Must Baptism Be Done “For The Remission Of Sins” To Be Scriptural?

We see from many passages that baptism is essential to salvation, for example Mark 16:16, John 3:5, Acts 2:38, Acts 22:16, Gal 3:26-27, and I Pet 3:20-21. Look those up and see for yourself.

And when you look up Acts 2:38, you will see it states “for the remission of sins” as the reason to be baptized. Sometimes the Bible (God) tells us to do things without telling us why. In those cases we must be willing to trust God and obey Him even if we don’t understand why or even agree with the why. But if God tells us why (the reason) we should do something, then we should do it for that reason. Let me illustrate: If one can see from Matt 19:9 that a divorce is unscriptural (unapproved of by God) if it is not done for the specified reason (“for fornication”), then by the same logic one ought to be able to see from Acts 2:38 that a baptism is unscriptural (unapproved of by God) if it is not done for the specified reason (“for the remission of sins”). See the parallel? If one can see the former, why not the latter?

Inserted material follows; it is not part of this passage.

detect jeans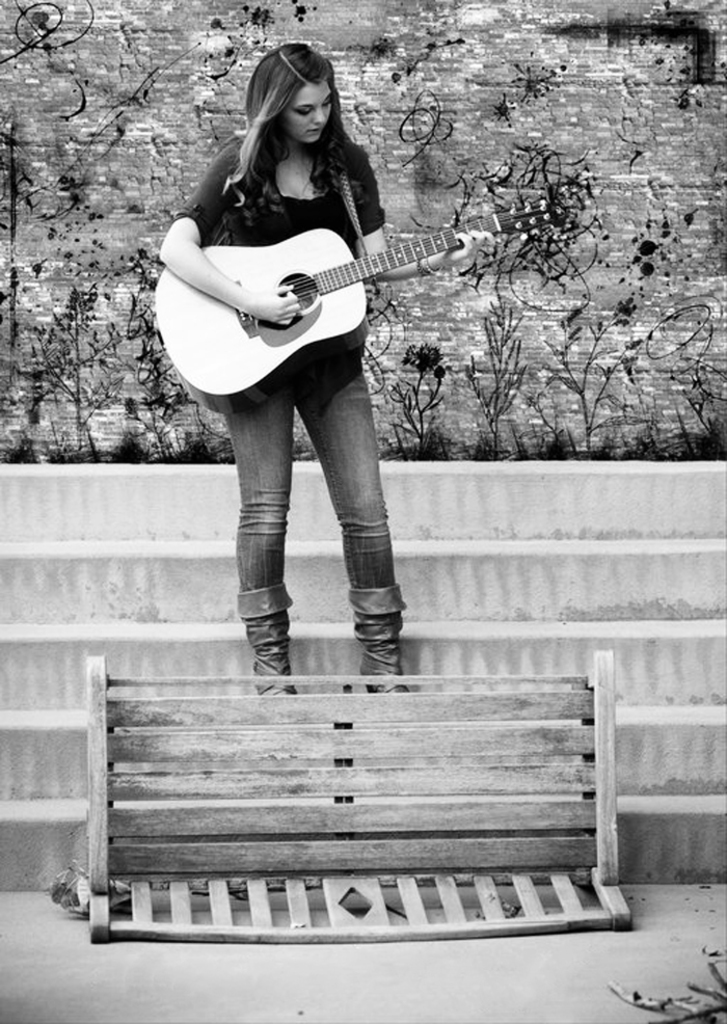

Just a cursory reading of I Cor 13:3 and Matt 6:1,5,16 would tell us that if we are doing what God said, but for the wrong reason or motive, then we are not really obeying God. Doing something that just happens to coincide with God’s command, but for our own reasons, is not really submitting to God’s will, is it? That would be going about to establish our own righteousness, instead of submitting to the righteousness of God (Rom 10:3), right?

Now let’s move back to the topic of water baptism and the reason the Bible gives for why we should do it. The wording of Acts 2:38 ("Repent and be baptized … for the remission of sins") not only proves baptism is essential to the forgiveness of sins, but it also specifies the reason a person should be baptized. Baptizing as "an outward sign of an inward grace" (meaning, to show you are already saved) is no more scriptural baptism than young children playing baptism while they are out swimming.

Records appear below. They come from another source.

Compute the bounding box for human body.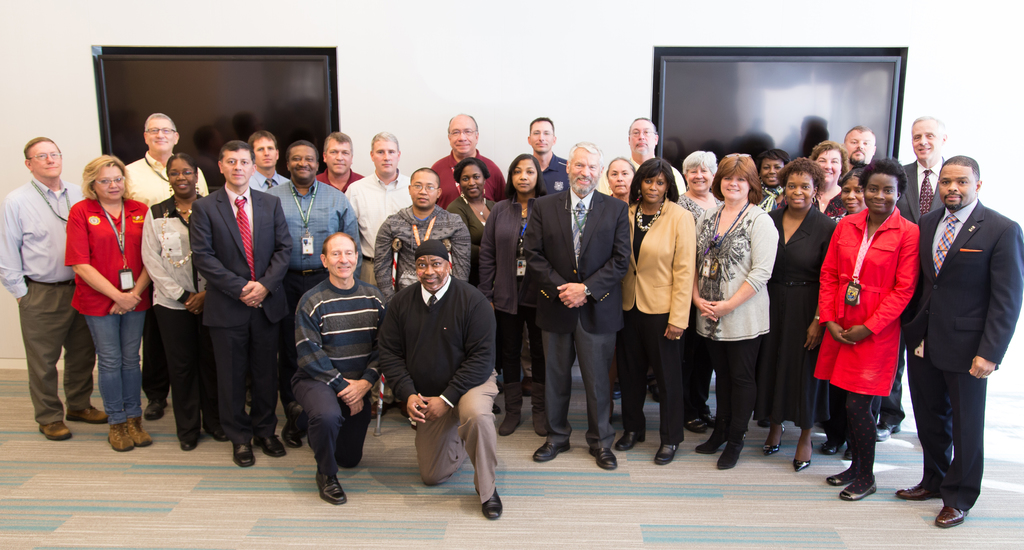
pyautogui.locateOnScreen(136, 152, 215, 453).
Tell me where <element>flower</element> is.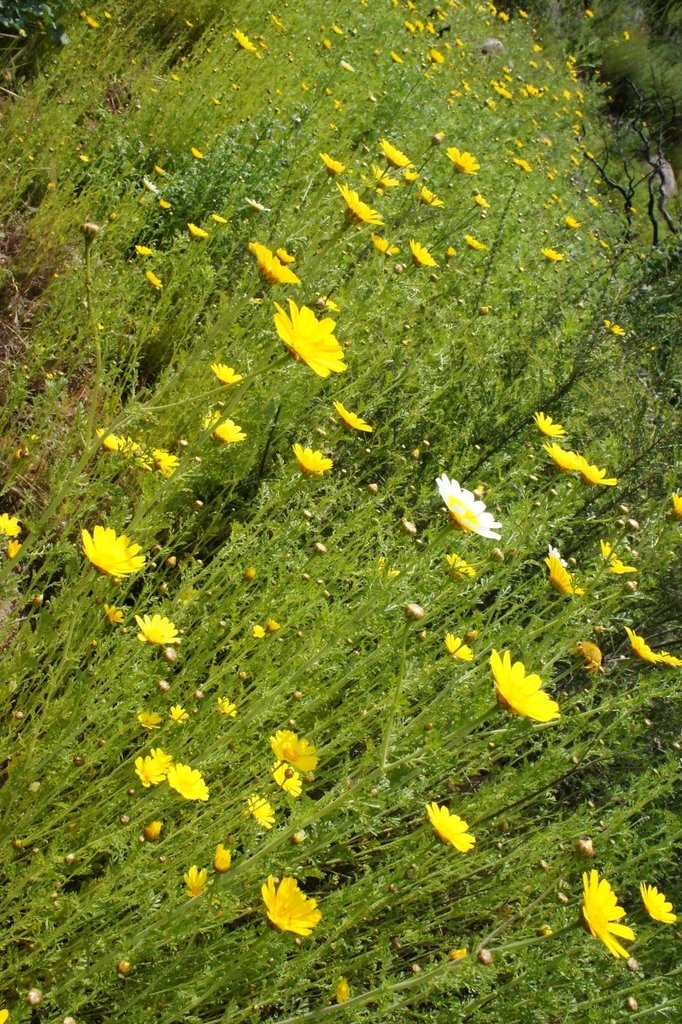
<element>flower</element> is at bbox=(212, 842, 232, 868).
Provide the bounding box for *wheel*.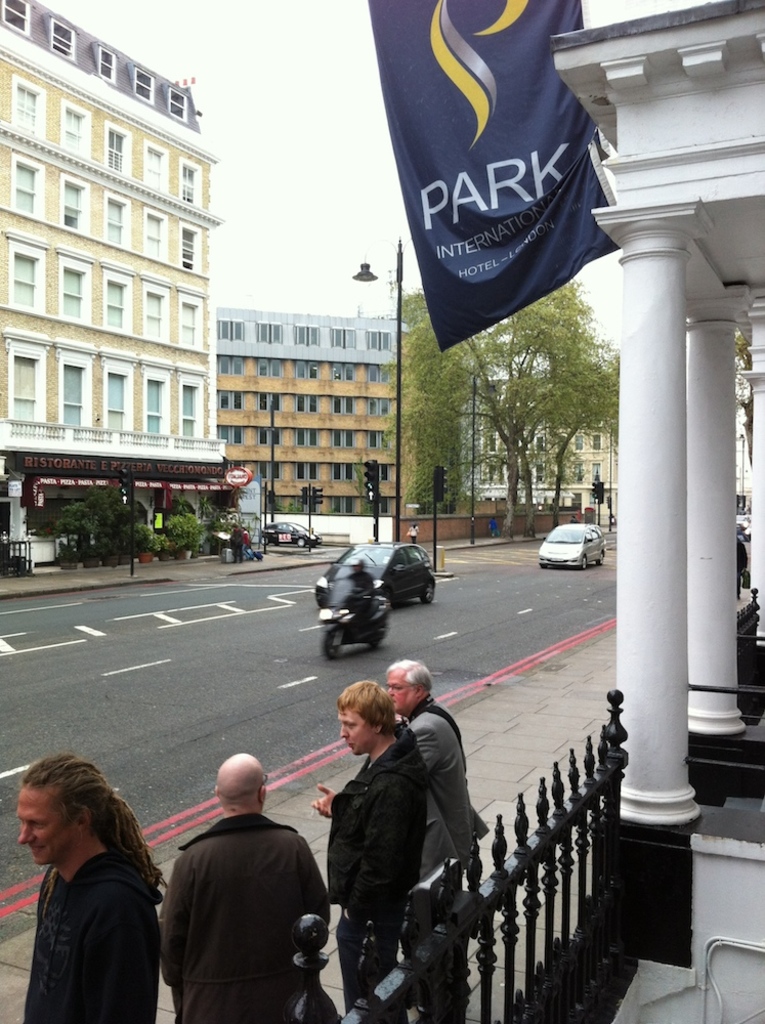
(left=581, top=553, right=588, bottom=569).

I was immersed/baptized when I was 10 years old, but when I learned baptism must be “for the remission of sins,” I was baptized again at the age of 20 – this time for the right reason. So even though I thought I was saved between 10 and 20, I really wasn’t. I had never really obeyed Acts 2:38 for the reason given. Have you ever been baptized for the remission of sins?

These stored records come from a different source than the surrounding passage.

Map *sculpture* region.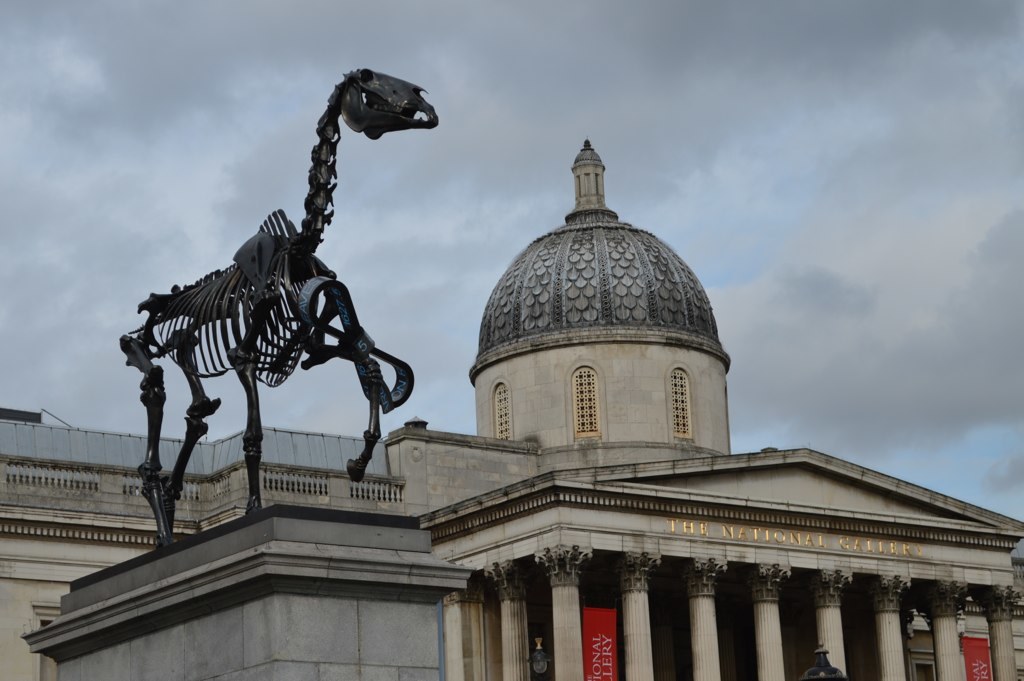
Mapped to 113,52,477,563.
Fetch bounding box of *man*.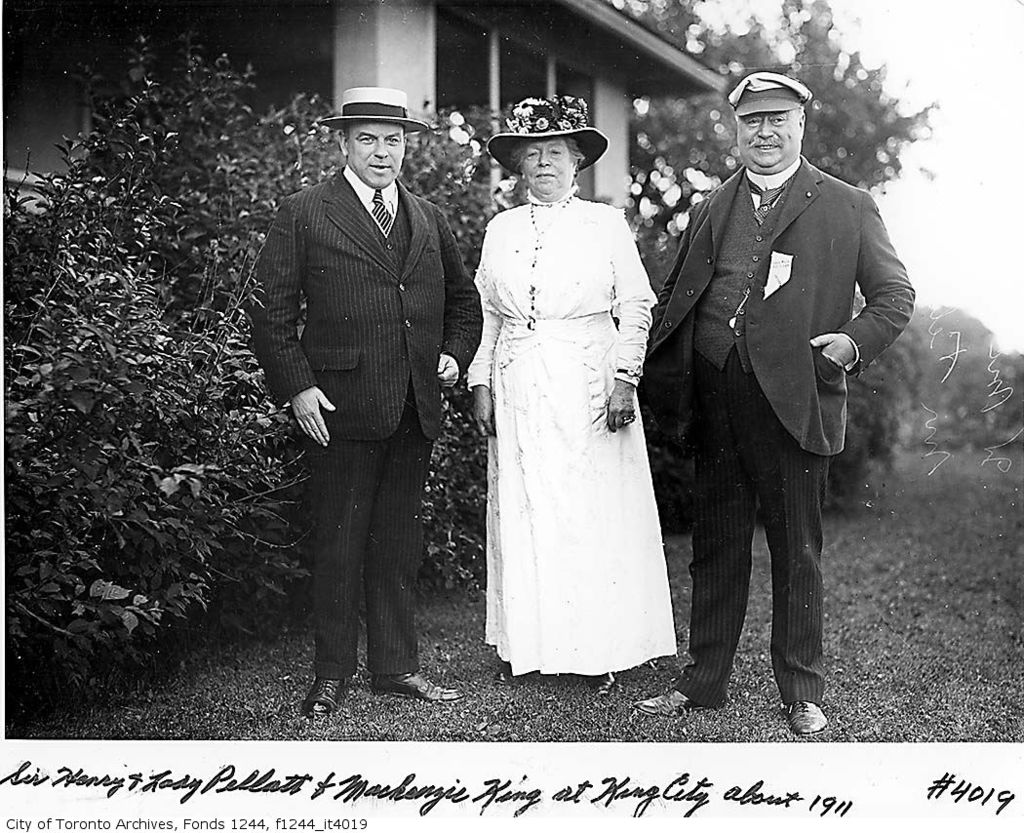
Bbox: box=[652, 69, 917, 730].
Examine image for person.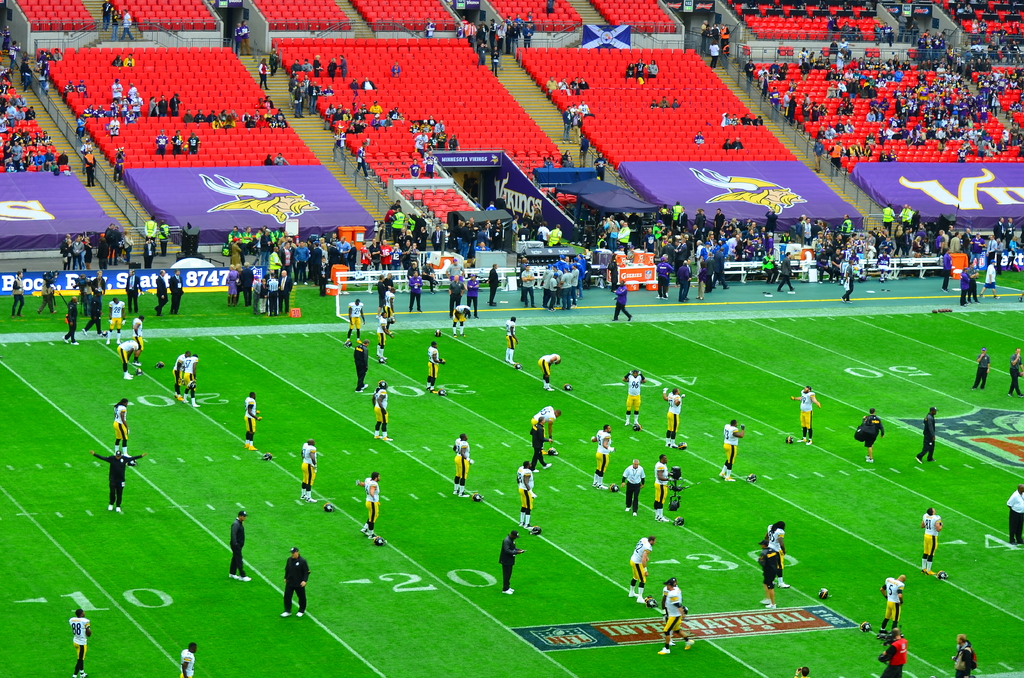
Examination result: Rect(75, 74, 148, 137).
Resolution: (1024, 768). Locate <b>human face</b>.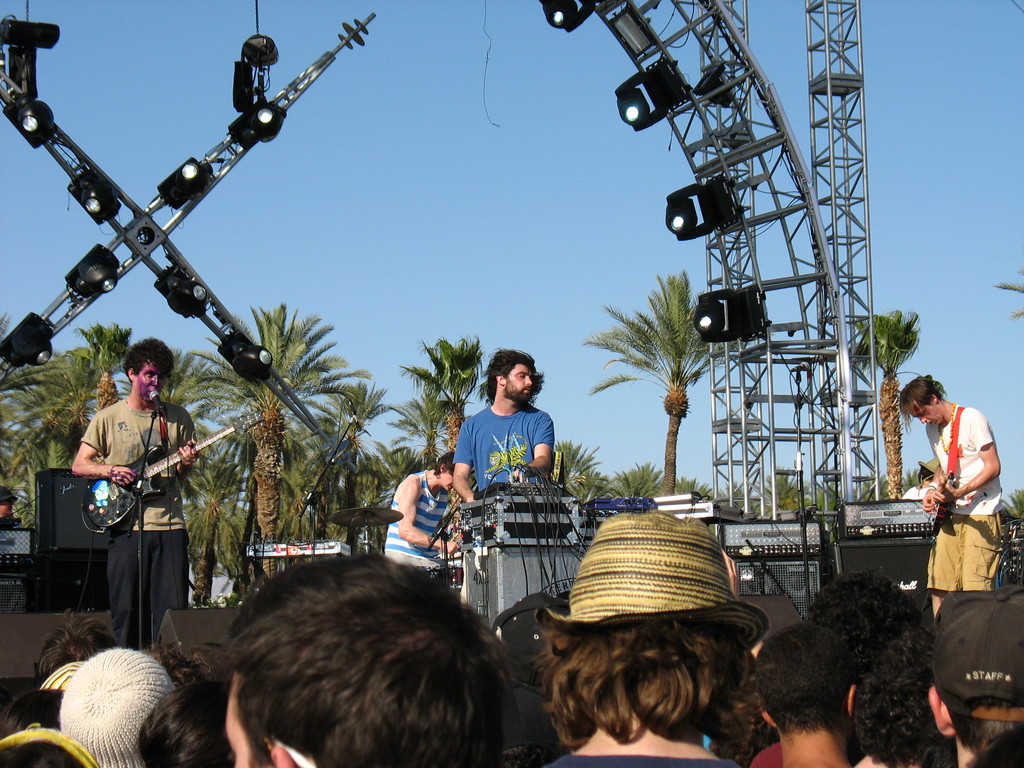
select_region(911, 398, 947, 426).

Baptism is to be done "for the remission of sins," at least according to God it is. If you’ve been baptized, but not "for the remission of sins," then you’ve never really received the remission of sins. You need to be rebaptized, just like the disciples in Acts 19:1-5 were rebaptized, just for a different reason. You have to be baptized for the right reason to achieve God’s intended results. Peter would exhort you to "be baptized … for the remission of sins."